Police bowed to political pressure and announced on Monday a month’s extension to the deadline for the payment of traffic camera fines. The payment period for pending traffic fines started on January 8 and was to have lasted until March 31, after which legal action would be taken against offenders.
In an announcement issued on Monday the police reminded that pending fine payments should have been settled by March 31, before adding: “However, it is noted, that because of the positive response of the public, the very high demand on the payment platform and the forthcoming Easter festivities, it was decided, in order to facilitate pending payments, to give an extension until 30 April 2025.”
These are fines imposed between January 2022 and September 30, 2024, and there are an estimated 200,000 unpaid fines. In short, some of the fines have gone unpaid for as long as three years and the offenders are being given another month’s extensions to pay them. People had been given the last three months to pay their fines, but still failed to do so, despite the alleged “positive response” and “high demand” mentioned by the police.
For several weeks now, deputies had been discussing the number of fines, the deadline, the penalty points, the legal implications and so forth and it was obvious they would seek to delay the deadline. Putting back deadlines is such a common practice in Cyprus – for road tax and tax declarations it is an annual occurrence – that nobody takes them seriously. But if people can pay by the second deadline, why can they not learn to pay by the initial deadline?
As regards the traffic camera fines, apart from deputies pandering to the voters by pushing for an extension of the deadline, there was also a practical consideration – the courts would be inundated with cases of unpaid fines, clogging up an already congested justice system. And the cases would, most likely, be heard in four or five years from now. It is very likely that for an offence committed in 2022 the driver would eventually pay the fine in 2030. With such a slow-moving justice system, is it any surprise that people do not bother paying their fines?
Deputies claimed it was wrong to expect people to check a website to find out if traffic fines had been imposed on them. But have letters not been sent to drivers informing them of the fine? Of course, everyone in Cyprus claims not have received any mail relating to fines, which is why such correspondence is sent by registered mail. Funnily enough, there is never a problem for households receiving their electricity bills on time.
Unless the authorities take a tough line on matters such as the prompt payment of fines this unmanageable situation of having hundreds of thousands of unpaid fines will simply get worse.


*Assignment*
The stretch wanted below opens at the line containing "Identify the location of a: Sponsor" and closes at the line containing "Image resolution: width=1318". Please return it exactly, with no other lines.

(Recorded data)
%%

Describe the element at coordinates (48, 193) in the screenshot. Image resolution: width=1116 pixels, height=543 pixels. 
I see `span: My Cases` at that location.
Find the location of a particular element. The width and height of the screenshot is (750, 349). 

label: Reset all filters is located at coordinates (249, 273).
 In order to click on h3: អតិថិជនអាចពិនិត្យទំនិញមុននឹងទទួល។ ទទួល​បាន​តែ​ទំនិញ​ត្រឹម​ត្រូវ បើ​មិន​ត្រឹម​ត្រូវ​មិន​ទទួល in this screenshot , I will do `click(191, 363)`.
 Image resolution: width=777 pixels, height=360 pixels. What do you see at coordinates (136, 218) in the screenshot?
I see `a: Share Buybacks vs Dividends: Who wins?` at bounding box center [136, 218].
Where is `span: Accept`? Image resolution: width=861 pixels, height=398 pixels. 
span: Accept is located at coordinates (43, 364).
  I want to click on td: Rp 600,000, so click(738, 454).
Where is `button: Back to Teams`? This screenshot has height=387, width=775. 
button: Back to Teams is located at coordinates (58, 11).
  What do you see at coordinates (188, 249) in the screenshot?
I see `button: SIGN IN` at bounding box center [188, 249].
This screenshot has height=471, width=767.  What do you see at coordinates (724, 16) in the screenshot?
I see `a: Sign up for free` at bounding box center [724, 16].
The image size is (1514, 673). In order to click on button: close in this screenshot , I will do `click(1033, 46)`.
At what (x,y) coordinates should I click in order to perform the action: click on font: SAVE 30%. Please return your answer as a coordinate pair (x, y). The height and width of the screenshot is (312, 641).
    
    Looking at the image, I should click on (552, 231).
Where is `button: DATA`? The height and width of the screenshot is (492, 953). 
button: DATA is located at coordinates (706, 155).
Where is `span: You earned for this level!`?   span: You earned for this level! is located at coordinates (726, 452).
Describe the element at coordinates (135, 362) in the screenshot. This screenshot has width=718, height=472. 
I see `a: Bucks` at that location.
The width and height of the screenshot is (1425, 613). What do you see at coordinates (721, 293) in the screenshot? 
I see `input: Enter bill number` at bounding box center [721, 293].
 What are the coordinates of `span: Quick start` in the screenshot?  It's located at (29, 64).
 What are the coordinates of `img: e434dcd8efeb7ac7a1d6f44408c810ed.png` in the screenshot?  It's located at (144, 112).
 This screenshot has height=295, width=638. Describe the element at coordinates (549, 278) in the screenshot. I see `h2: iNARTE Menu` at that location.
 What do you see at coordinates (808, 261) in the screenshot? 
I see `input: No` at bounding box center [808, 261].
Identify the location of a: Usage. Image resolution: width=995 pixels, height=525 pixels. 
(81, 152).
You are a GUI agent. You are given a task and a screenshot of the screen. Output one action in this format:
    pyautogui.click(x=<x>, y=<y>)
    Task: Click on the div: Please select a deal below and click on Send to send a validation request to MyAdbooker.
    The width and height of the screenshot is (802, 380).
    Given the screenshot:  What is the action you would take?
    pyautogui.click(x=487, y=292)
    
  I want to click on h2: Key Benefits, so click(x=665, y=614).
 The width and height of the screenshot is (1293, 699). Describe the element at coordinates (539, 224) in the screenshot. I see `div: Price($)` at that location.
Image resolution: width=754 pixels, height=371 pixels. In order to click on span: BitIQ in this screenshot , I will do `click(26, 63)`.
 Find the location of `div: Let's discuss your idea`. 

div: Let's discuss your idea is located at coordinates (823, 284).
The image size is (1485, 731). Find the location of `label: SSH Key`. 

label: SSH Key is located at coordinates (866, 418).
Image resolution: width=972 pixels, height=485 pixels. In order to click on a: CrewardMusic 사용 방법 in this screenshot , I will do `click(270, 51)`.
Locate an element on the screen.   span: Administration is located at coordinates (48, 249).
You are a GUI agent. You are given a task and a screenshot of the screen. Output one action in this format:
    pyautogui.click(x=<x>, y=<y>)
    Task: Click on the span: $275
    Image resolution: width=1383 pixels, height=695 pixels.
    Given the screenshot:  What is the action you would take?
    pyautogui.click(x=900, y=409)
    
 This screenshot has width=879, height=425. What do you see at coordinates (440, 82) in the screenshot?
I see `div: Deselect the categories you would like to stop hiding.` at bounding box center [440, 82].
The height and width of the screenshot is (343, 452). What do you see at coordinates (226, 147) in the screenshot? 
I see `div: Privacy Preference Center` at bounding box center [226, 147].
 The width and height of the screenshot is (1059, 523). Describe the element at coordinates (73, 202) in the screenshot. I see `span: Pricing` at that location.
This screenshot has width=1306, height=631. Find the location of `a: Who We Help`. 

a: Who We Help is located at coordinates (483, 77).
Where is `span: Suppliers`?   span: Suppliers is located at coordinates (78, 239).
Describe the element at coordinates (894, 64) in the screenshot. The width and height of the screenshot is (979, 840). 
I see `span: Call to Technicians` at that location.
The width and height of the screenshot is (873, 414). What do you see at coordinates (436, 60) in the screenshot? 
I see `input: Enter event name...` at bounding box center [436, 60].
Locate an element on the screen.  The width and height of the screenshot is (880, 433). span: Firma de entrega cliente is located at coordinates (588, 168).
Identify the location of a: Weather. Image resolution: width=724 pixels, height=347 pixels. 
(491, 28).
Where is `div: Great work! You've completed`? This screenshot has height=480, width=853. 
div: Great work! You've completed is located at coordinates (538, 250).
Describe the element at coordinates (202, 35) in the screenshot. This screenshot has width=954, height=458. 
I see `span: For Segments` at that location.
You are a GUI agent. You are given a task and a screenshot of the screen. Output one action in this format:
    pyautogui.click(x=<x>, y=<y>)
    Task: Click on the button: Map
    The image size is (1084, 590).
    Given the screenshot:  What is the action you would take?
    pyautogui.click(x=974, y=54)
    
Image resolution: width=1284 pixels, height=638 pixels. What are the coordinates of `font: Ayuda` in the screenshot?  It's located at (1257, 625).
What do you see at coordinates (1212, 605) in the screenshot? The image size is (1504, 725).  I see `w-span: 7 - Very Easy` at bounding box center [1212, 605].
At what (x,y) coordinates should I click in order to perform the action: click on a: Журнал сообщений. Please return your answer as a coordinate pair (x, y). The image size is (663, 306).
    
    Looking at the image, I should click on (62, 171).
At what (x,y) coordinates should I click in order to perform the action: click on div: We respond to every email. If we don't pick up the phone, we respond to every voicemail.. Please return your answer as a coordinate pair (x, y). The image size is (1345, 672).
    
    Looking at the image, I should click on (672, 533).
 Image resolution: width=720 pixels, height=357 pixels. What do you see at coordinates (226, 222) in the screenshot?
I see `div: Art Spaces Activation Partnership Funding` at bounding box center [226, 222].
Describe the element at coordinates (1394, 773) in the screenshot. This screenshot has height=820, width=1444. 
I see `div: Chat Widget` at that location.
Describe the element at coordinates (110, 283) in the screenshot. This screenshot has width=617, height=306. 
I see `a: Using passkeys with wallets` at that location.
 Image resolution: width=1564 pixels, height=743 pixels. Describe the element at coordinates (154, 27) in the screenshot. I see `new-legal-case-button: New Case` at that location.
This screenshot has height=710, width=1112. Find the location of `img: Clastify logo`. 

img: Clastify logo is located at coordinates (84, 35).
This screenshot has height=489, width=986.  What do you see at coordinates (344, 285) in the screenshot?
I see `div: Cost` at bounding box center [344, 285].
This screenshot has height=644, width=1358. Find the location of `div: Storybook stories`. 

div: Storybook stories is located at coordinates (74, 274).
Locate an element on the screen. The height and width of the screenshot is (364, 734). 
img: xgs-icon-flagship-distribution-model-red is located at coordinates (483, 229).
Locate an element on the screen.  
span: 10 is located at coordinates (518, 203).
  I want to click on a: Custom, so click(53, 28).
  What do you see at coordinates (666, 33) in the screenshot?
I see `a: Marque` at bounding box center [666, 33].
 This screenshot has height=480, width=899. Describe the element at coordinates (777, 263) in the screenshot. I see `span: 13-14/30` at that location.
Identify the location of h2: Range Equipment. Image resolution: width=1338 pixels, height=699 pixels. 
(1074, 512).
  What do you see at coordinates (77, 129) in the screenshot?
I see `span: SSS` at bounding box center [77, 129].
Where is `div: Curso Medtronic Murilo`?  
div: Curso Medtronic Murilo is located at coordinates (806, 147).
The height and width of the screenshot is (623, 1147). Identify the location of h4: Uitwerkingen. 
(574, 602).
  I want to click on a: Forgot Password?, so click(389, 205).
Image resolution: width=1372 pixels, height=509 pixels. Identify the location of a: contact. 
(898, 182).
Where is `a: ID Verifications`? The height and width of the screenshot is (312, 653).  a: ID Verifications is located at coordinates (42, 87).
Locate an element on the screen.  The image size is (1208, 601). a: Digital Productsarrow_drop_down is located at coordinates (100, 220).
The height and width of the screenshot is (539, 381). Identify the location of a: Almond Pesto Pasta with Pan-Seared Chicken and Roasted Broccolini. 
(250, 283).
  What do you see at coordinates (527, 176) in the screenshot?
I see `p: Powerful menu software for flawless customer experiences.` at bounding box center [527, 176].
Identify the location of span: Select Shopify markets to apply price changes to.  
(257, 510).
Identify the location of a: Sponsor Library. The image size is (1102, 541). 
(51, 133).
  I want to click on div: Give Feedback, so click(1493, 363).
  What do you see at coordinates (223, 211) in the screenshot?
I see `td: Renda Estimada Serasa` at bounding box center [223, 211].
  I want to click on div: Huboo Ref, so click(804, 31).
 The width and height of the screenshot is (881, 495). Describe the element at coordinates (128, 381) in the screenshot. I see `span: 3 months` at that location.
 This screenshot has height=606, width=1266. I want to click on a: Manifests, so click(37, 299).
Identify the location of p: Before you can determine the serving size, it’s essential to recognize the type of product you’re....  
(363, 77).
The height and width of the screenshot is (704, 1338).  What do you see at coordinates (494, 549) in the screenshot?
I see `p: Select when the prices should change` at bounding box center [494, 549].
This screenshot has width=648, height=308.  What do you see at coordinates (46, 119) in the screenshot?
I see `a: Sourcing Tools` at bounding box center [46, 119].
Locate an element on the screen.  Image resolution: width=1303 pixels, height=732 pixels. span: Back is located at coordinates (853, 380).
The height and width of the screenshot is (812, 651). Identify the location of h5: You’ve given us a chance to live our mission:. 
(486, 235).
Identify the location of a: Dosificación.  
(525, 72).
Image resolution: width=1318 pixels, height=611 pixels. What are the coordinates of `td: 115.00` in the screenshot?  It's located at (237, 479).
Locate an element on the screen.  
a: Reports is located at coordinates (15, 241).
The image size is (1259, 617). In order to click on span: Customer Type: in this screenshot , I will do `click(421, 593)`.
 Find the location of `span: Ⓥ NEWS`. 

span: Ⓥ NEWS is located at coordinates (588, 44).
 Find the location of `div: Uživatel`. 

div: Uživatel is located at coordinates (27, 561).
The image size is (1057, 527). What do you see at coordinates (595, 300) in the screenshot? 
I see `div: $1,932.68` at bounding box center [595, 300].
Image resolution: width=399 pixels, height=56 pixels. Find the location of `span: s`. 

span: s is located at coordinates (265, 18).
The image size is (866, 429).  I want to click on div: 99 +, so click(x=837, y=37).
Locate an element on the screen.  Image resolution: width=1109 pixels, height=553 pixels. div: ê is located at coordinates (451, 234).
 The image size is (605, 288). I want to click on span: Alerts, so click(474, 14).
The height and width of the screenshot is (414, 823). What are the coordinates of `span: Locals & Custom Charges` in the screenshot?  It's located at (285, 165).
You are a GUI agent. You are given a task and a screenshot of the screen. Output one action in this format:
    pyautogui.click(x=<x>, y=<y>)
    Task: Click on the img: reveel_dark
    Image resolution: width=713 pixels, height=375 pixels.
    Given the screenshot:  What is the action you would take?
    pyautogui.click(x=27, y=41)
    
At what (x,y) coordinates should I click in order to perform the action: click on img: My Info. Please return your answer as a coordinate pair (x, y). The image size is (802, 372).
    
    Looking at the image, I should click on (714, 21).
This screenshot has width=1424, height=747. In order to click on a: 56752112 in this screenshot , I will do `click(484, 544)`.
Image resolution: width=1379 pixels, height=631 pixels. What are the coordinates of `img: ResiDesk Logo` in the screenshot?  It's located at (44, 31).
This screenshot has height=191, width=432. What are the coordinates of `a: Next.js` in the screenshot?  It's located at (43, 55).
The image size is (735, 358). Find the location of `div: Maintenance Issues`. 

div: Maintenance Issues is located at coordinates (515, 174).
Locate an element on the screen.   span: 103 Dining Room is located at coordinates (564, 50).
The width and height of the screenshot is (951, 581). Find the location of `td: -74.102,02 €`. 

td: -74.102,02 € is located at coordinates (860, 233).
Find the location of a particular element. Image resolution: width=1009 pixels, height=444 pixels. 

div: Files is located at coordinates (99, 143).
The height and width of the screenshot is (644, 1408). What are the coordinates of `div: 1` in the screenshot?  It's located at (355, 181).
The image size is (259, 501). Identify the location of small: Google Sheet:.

%%

*Task result*
Identify the location of a: Sponsor Library. The image size is (1102, 541). 
(51, 133).
  I want to click on div: Give Feedback, so click(1493, 363).
  What do you see at coordinates (223, 211) in the screenshot?
I see `td: Renda Estimada Serasa` at bounding box center [223, 211].
  I want to click on div: Huboo Ref, so click(804, 31).
 The width and height of the screenshot is (881, 495). Describe the element at coordinates (128, 381) in the screenshot. I see `span: 3 months` at that location.
 This screenshot has height=606, width=1266. I want to click on a: Manifests, so click(37, 299).
Identify the location of p: Before you can determine the serving size, it’s essential to recognize the type of product you’re....  
(363, 77).
The height and width of the screenshot is (704, 1338).  What do you see at coordinates (494, 549) in the screenshot?
I see `p: Select when the prices should change` at bounding box center [494, 549].
This screenshot has width=648, height=308.  What do you see at coordinates (46, 119) in the screenshot?
I see `a: Sourcing Tools` at bounding box center [46, 119].
Locate an element on the screen.  Image resolution: width=1303 pixels, height=732 pixels. span: Back is located at coordinates (853, 380).
The height and width of the screenshot is (812, 651). Identify the location of h5: You’ve given us a chance to live our mission:. 
(486, 235).
Identify the location of a: Dosificación.  
(525, 72).
Image resolution: width=1318 pixels, height=611 pixels. What are the coordinates of `td: 115.00` in the screenshot?  It's located at (237, 479).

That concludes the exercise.